Pluses and Minuses. Just as Congress and the states are trying to solve the recruiting problem, the services themselves are tackling it from a different angle.
Last year, for example, the Army unveiled an eyebrow-raising program called GED Plus, which promises to sign up an additional 6,000 new troops annually. But it raises eyebrows for all the wrong reasons: None of the program’s new enlistees will be high-school graduates.
Under GED Plus, selected recruits earn their General Equivalency Degree at the Army’s expense before they begin basic training. The Army believes there are at least 500,000 high-school dropouts who meet the GED Plus standards.[14]
But consider the perverse nature of what the military is being forced to do: Rather than connecting with high-school seniors and juniors while they are in school, the military is ordered to wait in the wings until they drop out. And thousands of high-school students do exactly that every year, sentencing themselves to grim futures. Because their principals have put personal agendas and biases ahead of their education and development, these young men and women just give up, not knowing that a career in the military could change their lives.
Through luck or desperation, some small percentage of them will be enticed by the GED Plus program. Of course, by that time many of them will literally be out of reach—some because their lives have taken a turn for the better, but many because their lives have taken a turn for the worse. Life isn’t easy for high-school dropouts in 21st-century America.
Military service may not be a perfect fit for everybody, but it is for some. And it can be the difference between a life of opportunity and a life of dead ends. As Hutchinson argues, “High schools that deny access to military recruiters prevent students from receiving information about educational and training incentives offered by the armed forces, impairing their career decision-making process.”[15]
Even so, with the 107th Congress sharply divided, the prospects of Hutchinson’s bill resurfacing anytime soon seem bleak.
Making a Connection. The military spends $2 billion every year on recruiting and $268 million on advertising.[16] But as the recruiting woes of the last decade illustrate, it’s not glitzy ad campaigns or cash bonuses that awaken the spirit of a would-be recruit. In most cases, young people need to see the uniform, shake the hand and hear the story of someone who has been to Korea or Kuwait or Kosovo defending freedom’s frontiers. Nothing can replace that personal connection.
It’s obvious that thousands of school administrators are all-too willing to prevent the military from making that connection with a new generation of Americans. Nothing short of an ultimatum from state or federal lawmakers will change that. And until that happens, the nation’s defenses and high-school graduates will continue to suffer.

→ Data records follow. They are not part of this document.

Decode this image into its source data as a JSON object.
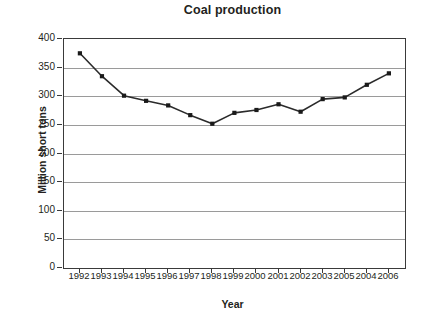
{
  "chart_data": {
    "type": "line",
    "title": "Coal production",
    "xlabel": "Year",
    "ylabel": "Million short tons",
    "categories": [
      "1992",
      "1993",
      "1994",
      "1995",
      "1996",
      "1997",
      "1998",
      "1999",
      "2000",
      "2001",
      "2002",
      "2003",
      "2005",
      "2004",
      "2006"
    ],
    "values": [
      375,
      335,
      301,
      292,
      284,
      267,
      252,
      271,
      276,
      286,
      273,
      295,
      298,
      320,
      340
    ],
    "series": [
      {
        "name": "Coal production",
        "values": [
          375,
          335,
          301,
          292,
          284,
          267,
          252,
          271,
          276,
          286,
          273,
          295,
          298,
          320,
          340
        ]
      }
    ],
    "ylim": [
      0,
      400
    ],
    "ytick_labels": [
      "400",
      "350",
      "300",
      "250",
      "200",
      "150",
      "100",
      "50",
      "0"
    ],
    "ytick_values": [
      400,
      350,
      300,
      250,
      200,
      150,
      100,
      50,
      0
    ],
    "ytick_step": 50,
    "grid": "horizontal",
    "legend": "none",
    "marker": "filled-square",
    "line_color": "#2b2b2b",
    "marker_color": "#1a1a1a",
    "grid_color": "#9a9a9a",
    "axis_color": "#3a3a3a",
    "background_color": "#ffffff",
    "note": "x-axis category labels appear in the printed order 1992-2003, 2005, 2004, 2006"
  }
}
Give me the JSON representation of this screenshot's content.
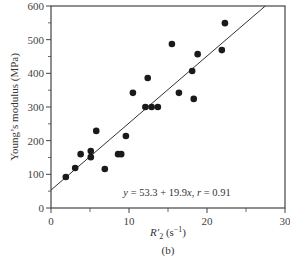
{
  "chart_data": {
    "type": "scatter",
    "title": "",
    "subtitle": "(b)",
    "xlabel": "R'₂ (s⁻¹)",
    "xlabel_main": "R",
    "xlabel_prime": "′",
    "xlabel_sub": "2",
    "xlabel_unit": " (s",
    "xlabel_unit_sup": "−1",
    "xlabel_unit_close": ")",
    "ylabel": "Young’s modulus (MPa)",
    "xlim": [
      0,
      30
    ],
    "ylim": [
      0,
      600
    ],
    "xticks": [
      0,
      10,
      20,
      30
    ],
    "xtick_labels": [
      "0",
      "10",
      "20",
      "30"
    ],
    "x_minor_ticks": [
      5,
      15,
      25
    ],
    "yticks": [
      0,
      100,
      200,
      300,
      400,
      500,
      600
    ],
    "ytick_labels": [
      "0",
      "100",
      "200",
      "300",
      "400",
      "500",
      "600"
    ],
    "y_minor_ticks": [
      50,
      150,
      250,
      350,
      450,
      550
    ],
    "grid": false,
    "legend": null,
    "annotation": "y = 53.3 + 19.9x, r = 0.91",
    "fit_line": {
      "intercept": 53.3,
      "slope": 19.9,
      "r": 0.91
    },
    "points": [
      {
        "x": 1.9,
        "y": 92
      },
      {
        "x": 3.1,
        "y": 119
      },
      {
        "x": 3.8,
        "y": 160
      },
      {
        "x": 5.1,
        "y": 169
      },
      {
        "x": 5.1,
        "y": 151
      },
      {
        "x": 5.8,
        "y": 229
      },
      {
        "x": 6.9,
        "y": 116
      },
      {
        "x": 8.6,
        "y": 160
      },
      {
        "x": 9.0,
        "y": 160
      },
      {
        "x": 9.6,
        "y": 214
      },
      {
        "x": 10.5,
        "y": 342
      },
      {
        "x": 12.1,
        "y": 300
      },
      {
        "x": 12.9,
        "y": 300
      },
      {
        "x": 13.7,
        "y": 300
      },
      {
        "x": 12.4,
        "y": 386
      },
      {
        "x": 16.4,
        "y": 342
      },
      {
        "x": 18.3,
        "y": 324
      },
      {
        "x": 18.1,
        "y": 407
      },
      {
        "x": 15.5,
        "y": 487
      },
      {
        "x": 18.8,
        "y": 457
      },
      {
        "x": 21.9,
        "y": 469
      },
      {
        "x": 22.3,
        "y": 549
      }
    ]
  },
  "colors": {
    "axis": "#444444",
    "point": "#1a1a1a",
    "line": "#333333",
    "text": "#333333"
  }
}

[1] See September 27, 2000 statement of Air Force Chief of Staff Michael Ryan; Sgt. Alicia Borlik, “Services grapple with recruiting challenges,” AFIS News, March 1999; Center for Security Policy.
[2] See House Armed Services Committee, Findings for HR4660.
[3] Air Force figures quoted in Rowan Scarborough’s “Bans on military recruiters stymie enlistment efforts,” The Washington Times, May 29, 2000.
[4] House Armed Services Committee, Findings for HR4660.
[5] Rudi Williams, “Recruiters discuss problems with top DoD officials,” AFIS News, July 12, 2000.
[6] See September 27, 2000 statement of Adm. Vern Clark.
[7] House Armed Services Committee, Findings for HR4660.
[8] FY2000 National Defense Authorization Act.
[9] See Sen. Tim Hutchinson press release, April 5, 2000.
[10] FY2001 National Defense Authorization Act.
[11] FY2001 National Defense Authorization Act.
[12] See Rick Maze, “Recruiters want better access to high schools,” Army Times, March 13, 2000.
[13] Col. Joseph Ryan, testimony before the Indiana House Committee on Public Policy, Ethics and Veterans Affairs, February 15, 2000.
[14] Army Secretary Louis Caldera, DoD News Briefing, February 3, 2000.
[15]Hutchinson press release.
[16] See Borlik; Greg Jaffe, “The Military Wages Uphill Battle,” The Wall Street Journal, September 23, 1999.